It cannot‘change the past’, but it is a means to transform the way in which agents relate to it. It may counter past silences and recognize historical injustices and biases (e.g., oppressive and racialized structures) and change contemporary discourses or domestic practices through the expressive function of law.52 Adjudication is not necessarily only a reconstruction of the past

or a means to preserve or entrench traditional understandings. It may entail a transformative process which recreates historical objects, links or subjectivities.53 Quasi-judicial bodies, such as commissions of inquiry or truth and reconciliation mechanisms, can help challenge traditional narratives, offer alternative legal qualifications of past conduct or identify ways to overcome biases.

In light of the divergent interests of states and the reluctance of former colonial powers to engage with reparations claims, it remains difficult to reach a binding legal agreement. However, some normative change occurs incrementally, through less formal processes, such as practices in the field of human rights (e.g., indigenous rights), cultural heritage law, transitional justice (access to justice) or soft law instruments (e.g., UN Principles Basic Principles and Guidelines on the Right to a Remedy and Reparation). Notions, such as race or civilization have become subject to critical scrutiny, both in policy and law.54UNESCO has emphasized since the

1950s that ‘race’ is ‘not so much a biological phenomenon’ but rather a ‘social myth’.55 The European Race Directive distanced itself expressly from theories ‘which attempt to determine

46See S. Edelbi,‘Making Race Speakable in International Criminal Law’, (2020) 16 TWAILR: Reflections, at 8. 47S. Belmessous (ed.), Native Claims: Indigenous Law against Empire, 1500–1920 (2011).

48See, e.g., J. Westlake, Chapters on the Principles of International Law (1894), 141; Vrdoljak, supra note 2, at 47–51. 49See, e.g., A. Anghie,‘Finding the Peripheries: Sovereignty and Colonialism in Nineteenth-century International Law’,

(1999) 40 Harvard International Law Journal 1. On UN administration see C. Stahn, Law and Practice of International Territorial Administration (2008); E. De Brabandere, Post-conflict Administrations in International Law (2009); R. Wilde, International Territorial Administration: How Trusteeship and the Civilizing Mission Never Went Away (2008).

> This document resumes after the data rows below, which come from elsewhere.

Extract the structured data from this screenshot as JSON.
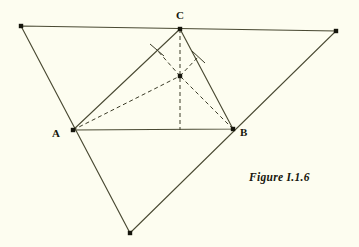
{
  "figure": {
    "caption": "Figure I.1.6",
    "background_color": "#fdfdf0",
    "line_color": "#3c3c28",
    "label_color": "#17170d",
    "width": 359,
    "height": 247
  },
  "labels": {
    "A": "A",
    "B": "B",
    "C": "C"
  },
  "geometry": {
    "outer_triangle": {
      "name": "outer-triangle",
      "stroke": "#4a4a33",
      "stroke_width": 1.1,
      "style": "solid",
      "points": [
        {
          "name": "outer-top-left",
          "x": 21,
          "y": 26
        },
        {
          "name": "outer-top-right",
          "x": 336,
          "y": 31
        },
        {
          "name": "outer-bottom",
          "x": 130,
          "y": 233
        }
      ]
    },
    "inner_triangle": {
      "name": "inner-triangle-abc",
      "stroke": "#4a4a33",
      "stroke_width": 1.1,
      "style": "solid",
      "points": [
        {
          "name": "vertex-a",
          "x": 73,
          "y": 130
        },
        {
          "name": "vertex-b",
          "x": 233,
          "y": 129
        },
        {
          "name": "vertex-c",
          "x": 180,
          "y": 29
        }
      ]
    },
    "center_point": {
      "name": "circumcenter-point",
      "x": 180,
      "y": 76
    },
    "altitude_foot_ab": {
      "name": "foot-on-ab",
      "x": 180,
      "y": 130
    },
    "perp_foot_ca": {
      "name": "foot-on-ca",
      "x": 157,
      "y": 50
    },
    "perp_foot_cb": {
      "name": "foot-on-cb",
      "x": 198,
      "y": 57
    },
    "dashed_segments": [
      {
        "name": "dash-c-to-foot-ab",
        "x1": 180,
        "y1": 29,
        "x2": 180,
        "y2": 130
      },
      {
        "name": "dash-a-to-center",
        "x1": 73,
        "y1": 130,
        "x2": 180,
        "y2": 76
      },
      {
        "name": "dash-b-to-center",
        "x1": 233,
        "y1": 129,
        "x2": 180,
        "y2": 76
      },
      {
        "name": "dash-center-to-foot-ca",
        "x1": 180,
        "y1": 76,
        "x2": 157,
        "y2": 50
      },
      {
        "name": "dash-center-to-foot-cb",
        "x1": 180,
        "y1": 76,
        "x2": 198,
        "y2": 57
      }
    ],
    "tick_marks": [
      {
        "name": "tick-on-ca",
        "x1": 150,
        "y1": 44,
        "x2": 164,
        "y2": 56
      },
      {
        "name": "tick-on-cb",
        "x1": 192,
        "y1": 51,
        "x2": 205,
        "y2": 63
      }
    ],
    "node_dots": [
      {
        "name": "dot-outer-top-left",
        "x": 21,
        "y": 26
      },
      {
        "name": "dot-outer-top-right",
        "x": 336,
        "y": 31
      },
      {
        "name": "dot-outer-bottom",
        "x": 130,
        "y": 233
      },
      {
        "name": "dot-vertex-a",
        "x": 73,
        "y": 130
      },
      {
        "name": "dot-vertex-b",
        "x": 233,
        "y": 129
      },
      {
        "name": "dot-vertex-c",
        "x": 180,
        "y": 29
      },
      {
        "name": "dot-center",
        "x": 180,
        "y": 76
      }
    ]
  }
}
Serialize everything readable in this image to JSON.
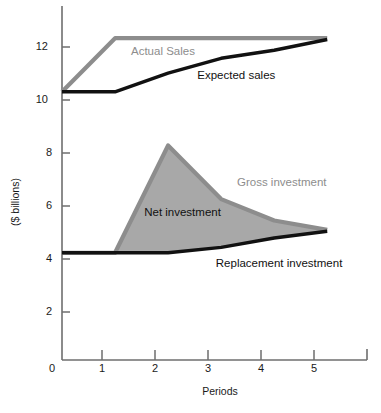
{
  "chart_data": {
    "type": "line",
    "title": "",
    "subtitle": "",
    "xlabel": "Periods",
    "ylabel": "($ billions)",
    "xlim": [
      0,
      5.75
    ],
    "ylim": [
      0,
      13.2
    ],
    "grid": false,
    "legend_position": "inline-annotations",
    "x_tick_labels": [
      "0",
      "1",
      "2",
      "3",
      "4",
      "5"
    ],
    "x_tick_values": [
      0,
      1,
      2,
      3,
      4,
      5
    ],
    "y_tick_labels": [
      "2",
      "4",
      "6",
      "8",
      "10",
      "12"
    ],
    "y_tick_values": [
      2,
      4,
      6,
      8,
      10,
      12
    ],
    "x": [
      0,
      1,
      2,
      3,
      4,
      5
    ],
    "series": [
      {
        "name": "Actual Sales",
        "color": "#8d8d8d",
        "values": [
          10,
          12,
          12,
          12,
          12,
          12
        ]
      },
      {
        "name": "Expected sales",
        "color": "#111111",
        "values": [
          10,
          10,
          10.7,
          11.25,
          11.55,
          11.95
        ]
      },
      {
        "name": "Gross investment",
        "color": "#8d8d8d",
        "values": [
          4,
          4,
          8,
          6,
          5.2,
          4.85
        ]
      },
      {
        "name": "Replacement investment",
        "color": "#111111",
        "values": [
          4,
          4,
          4,
          4.2,
          4.55,
          4.8
        ]
      }
    ],
    "filled_areas": [
      {
        "name": "Net investment",
        "between": [
          "Gross investment",
          "Replacement investment"
        ],
        "fill_color": "#a8a8a8"
      }
    ],
    "annotations": [
      {
        "text": "Actual Sales",
        "x": 1.3,
        "y": 11.45,
        "color": "#8d8d8d"
      },
      {
        "text": "Expected sales",
        "x": 2.55,
        "y": 10.55,
        "color": "#111111"
      },
      {
        "text": "Gross investment",
        "x": 3.3,
        "y": 6.55,
        "color": "#8d8d8d"
      },
      {
        "text": "Net investment",
        "x": 1.55,
        "y": 5.45,
        "color": "#111111"
      },
      {
        "text": "Replacement investment",
        "x": 2.9,
        "y": 3.55,
        "color": "#111111"
      }
    ],
    "colors": {
      "axis": "#6e6e6e",
      "gray_series": "#8d8d8d",
      "black_series": "#111111",
      "area_fill": "#a8a8a8",
      "background": "#ffffff"
    }
  }
}
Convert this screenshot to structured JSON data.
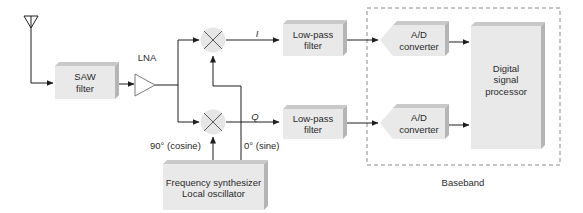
{
  "diagram": {
    "type": "quadrature-receiver-block-diagram",
    "colors": {
      "block_face": "#e9e9e9",
      "block_top": "#c9c9c9",
      "block_side": "#b5b5b5",
      "line": "#1e1e1e",
      "dashed_border": "#8a8a8a",
      "text": "#2a2a2a"
    },
    "nodes": {
      "antenna": {
        "label": ""
      },
      "saw_filter": {
        "line1": "SAW",
        "line2": "filter"
      },
      "lna": {
        "label": "LNA"
      },
      "mixer_i": {
        "label": ""
      },
      "mixer_q": {
        "label": ""
      },
      "lpf_i": {
        "line1": "Low-pass",
        "line2": "filter"
      },
      "lpf_q": {
        "line1": "Low-pass",
        "line2": "filter"
      },
      "adc_i": {
        "line1": "A/D",
        "line2": "converter"
      },
      "adc_q": {
        "line1": "A/D",
        "line2": "converter"
      },
      "dsp": {
        "line1": "Digital",
        "line2": "signal",
        "line3": "processor"
      },
      "synth": {
        "line1": "Frequency synthesizer",
        "line2": "Local oscillator"
      }
    },
    "signal_labels": {
      "i_branch": "I",
      "q_branch": "Q",
      "cosine": "90° (cosine)",
      "sine": "0° (sine)"
    },
    "group": {
      "label": "Baseband"
    },
    "edges": [
      [
        "antenna",
        "saw_filter"
      ],
      [
        "saw_filter",
        "lna"
      ],
      [
        "lna",
        "mixer_i"
      ],
      [
        "lna",
        "mixer_q"
      ],
      [
        "mixer_i",
        "lpf_i"
      ],
      [
        "mixer_q",
        "lpf_q"
      ],
      [
        "lpf_i",
        "adc_i"
      ],
      [
        "lpf_q",
        "adc_q"
      ],
      [
        "adc_i",
        "dsp"
      ],
      [
        "adc_q",
        "dsp"
      ],
      [
        "synth",
        "mixer_i"
      ],
      [
        "synth",
        "mixer_q"
      ]
    ]
  }
}
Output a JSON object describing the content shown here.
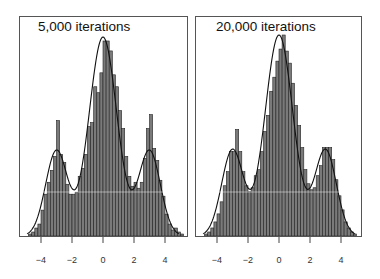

50See M. Koskenniemi,‘Race, Hierarchy and International Law: Lorimer’s Legal Science’, (2016) 27 EJIL 415. 51On change through law see W. Veraart,‘Uitzondering of precedent? De historische dubbelzinnigheid van de

Rawagede-uitspraak’, (2012) 61 Ars Aequi 251.

52On expressivism as method see C. Stahn, Justice as Message (2020).

53On the re-theorization of the state see R. Parfitt, The Process of International Legal Reproduction (2019).

54See UNESCO, Declaration on Race and Racial Prejudice, adopted by the General Conference at its 20th session,

27 November 1978, Art. 2 (Any theory which‘bases value judgements on racial differentiation, has no scientific foundation and is contrary to the moral and ethical principles of human’). See M. Mutua, ‘Critical Race Theory and International Law: The View of an Insider-Outsider’, (2000) 45 Villanova Law Review 841.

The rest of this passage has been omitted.